Don Bushaw was born in Anacortes, Washington, on May 5, 1926, to Elmond and Ruth Bushaw. The family moved to Bremerton in 1930 when Elmond took a job at … » More …

Summer 2012

The collectors

A tale of tenacity, obsession, and ancient texts

The papers were yellowed, fragile, and disorganized, but in December of 1941, on a search for rare books and documents in Mexico, Spanish professor J. Horace Nunemaker found his treasure.

A long-time collector who spent many hours searching for old Spanish texts and papers through booksellers and dealers in Spain and the United States, Nunemaker had just turned his efforts to Mexico City. There he made the find of his life, a collection that dated almost as far back as the Spanish conquest of the Aztec Empire and contained the business dealings of one central elite family … » More …

Rebecca Portnoy, Mike Morgan, Katie Witkiewitz eat lunch at WSU Vancouver
Summer 2012

The company that eats together

Rebecca Portnoy started thinking about shared meals and came across a memory of closing time in a particular restaurant.

“I had been at a Seattle sushi restaurant at the end of the night, and the leftover sushi was being moved to a communal table for a staff meal,” says Portnoy, an assistant professor of management at WSU Vancouver. “I had worked at restaurants and I was baffled and amazed that they were going to take the time at the end of their shift to eat together.”

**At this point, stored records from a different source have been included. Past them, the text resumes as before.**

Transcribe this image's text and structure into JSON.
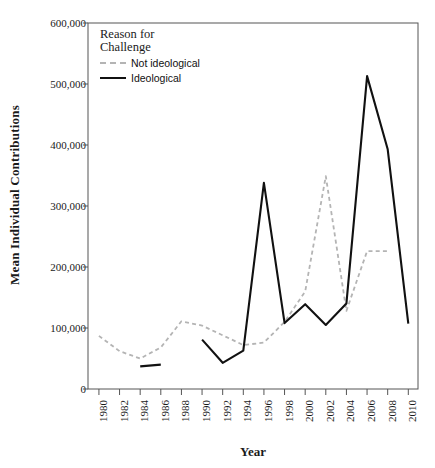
{
  "chart_data": {
    "type": "line",
    "title": "",
    "xlabel": "Year",
    "ylabel": "Mean Individual Contributions",
    "x": [
      1980,
      1982,
      1984,
      1986,
      1988,
      1990,
      1992,
      1994,
      1996,
      1998,
      2000,
      2002,
      2004,
      2006,
      2008,
      2010
    ],
    "xtick_labels": [
      "1980",
      "1982",
      "1984",
      "1986",
      "1988",
      "1990",
      "1992",
      "1994",
      "1996",
      "1998",
      "2000",
      "2002",
      "2004",
      "2006",
      "2008",
      "2010"
    ],
    "ytick_labels": [
      "0",
      "100,000",
      "200,000",
      "300,000",
      "400,000",
      "500,000",
      "600,000"
    ],
    "ytick_values": [
      0,
      100000,
      200000,
      300000,
      400000,
      500000,
      600000
    ],
    "xlim": [
      1980,
      2010
    ],
    "ylim": [
      0,
      600000
    ],
    "grid": false,
    "legend_position": "top-left-inside",
    "legend_title": "Reason for Challenge",
    "series": [
      {
        "name": "Not ideological",
        "style": "dashed",
        "color": "#b4b4b4",
        "values": [
          87000,
          62000,
          50000,
          68000,
          111000,
          104000,
          88000,
          72000,
          76000,
          110000,
          160000,
          349000,
          128000,
          226000,
          226000,
          null
        ]
      },
      {
        "name": "Ideological",
        "style": "solid",
        "color": "#111111",
        "values": [
          null,
          null,
          37000,
          40000,
          null,
          81000,
          43000,
          63000,
          338000,
          108000,
          139000,
          105000,
          140000,
          513000,
          393000,
          107000
        ]
      }
    ]
  },
  "legend": {
    "title_line1": "Reason for",
    "title_line2": "Challenge",
    "items": [
      {
        "label": "Not ideological"
      },
      {
        "label": "Ideological"
      }
    ]
  },
  "axes": {
    "x_title": "Year",
    "y_title": "Mean Individual Contributions"
  }
}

When she worked as a waitress, Portnoy usually saw people take off right after their shifts. She wondered, what … » More …

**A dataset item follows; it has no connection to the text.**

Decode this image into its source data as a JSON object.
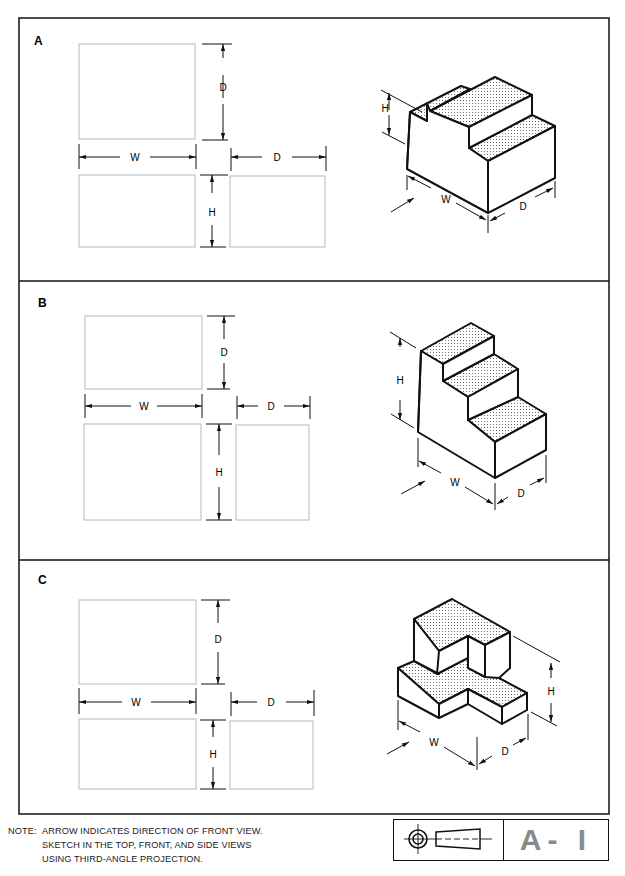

New World Carniolan bee on lavender
Summer 2012

Raising queens

Few things are as mysterious and amazing as the life of the queen bee, says bee breeder Sue Cobey. Just a few days after she hatches from her cell, the queen’s fertility is optimal and she has just a brief time to mate for the rest of her four-year life.

The timing is critical, says Cobey, as she describes the process to a roomful of rapt Puget Sound-area beekeepers. If the weather is warm and mild, she leaves the hive, flying low at first to avoid her own colony’s drones before heading to a place where drones from other hives are waiting for a queen … » More …

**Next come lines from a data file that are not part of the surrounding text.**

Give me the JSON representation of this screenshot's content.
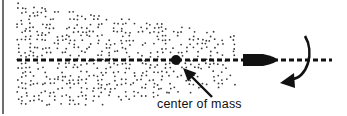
{
  "diagram": {
    "label": "center of mass",
    "label_pos": {
      "x": 157,
      "y": 97
    },
    "colors": {
      "ink": "#111111",
      "dots": "#3a3a3a",
      "border": "#6e6e6e",
      "background": "#ffffff"
    },
    "axis": {
      "x1": 17,
      "x2": 332,
      "y": 60
    },
    "center_of_mass": {
      "cx": 176,
      "cy": 60,
      "r": 5
    },
    "projectile": {
      "x_tail": 243,
      "x_tip": 277,
      "y": 60,
      "half_height": 6
    },
    "pointer_arrow": {
      "x1": 212,
      "y1": 97,
      "x2": 183,
      "y2": 68
    },
    "rotation_arrow": {
      "cx": 303,
      "cy": 62,
      "rx": 18,
      "ry": 26
    },
    "cloud": {
      "x_left": 18,
      "x_right": 235,
      "y_top": 4,
      "y_bottom": 106
    }
  }
}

Northwest bounty still life
Spring 2012

A delicious dilemma: Ingredients for a photographic still life

A Feast of Good Things - photo by Bruce Andre

With Washington’s abundance of food, we struggled to limit the still life photo for our feature “A Feast of Good Things” to just a few ingredients. Besides the native, naturally occurring foods like shellfish and salmon, our state rates second in the nation in sheer number of crops produced. Here’s a sampling:

Olympia oyster  While clams and other oysters reach market size in two years or less, the Olympia can take four to five years. Even then, it’s still quite small. Native … » More …

Doug Forseth ’71
Spring 2012

Doug Forseth ’71—Snow business

Doug Forseth ’71 believes in “management by skiing around.”

He is kidding, kind of, playing on the concept of the popular business book Management by Walking Around. But the senior vice president of operations for the Whistler Blackcomb Ski Resort is serious about the skiing.

“It is where our guests are,” he says from his office, which looks straight at the base of Blackcomb Mountain. Those runs, and the lifts, and the mountaintop restaurants are things he needs to see regularly. Whether it’s testing the powder on the Ridge Runner, soaring down Sunset Boulevard, or cruising his favorite run, the seven-kilometer Peak to Creek, … » More …

Spring 2012

Lessons from the Forest—The anthropology of childhood

Fresh out of college in 1971, with a little money saved up, Barry Hewlett bought a one-way ticket to Europe. He trekked around Europe for a while, but eventually started to get bored. He noticed many of his fellow youthful travelers were heading for India. So he headed south, for Africa.

He found a cargo boat that was going to Alexandria, Egypt, and booked passage. And kept going, up the Nile to Khartoum in Sudan. Along the way, he says, other travelers told him, you’ve got to see the pygmy people. So he made his way to Uganda to visit pygmies.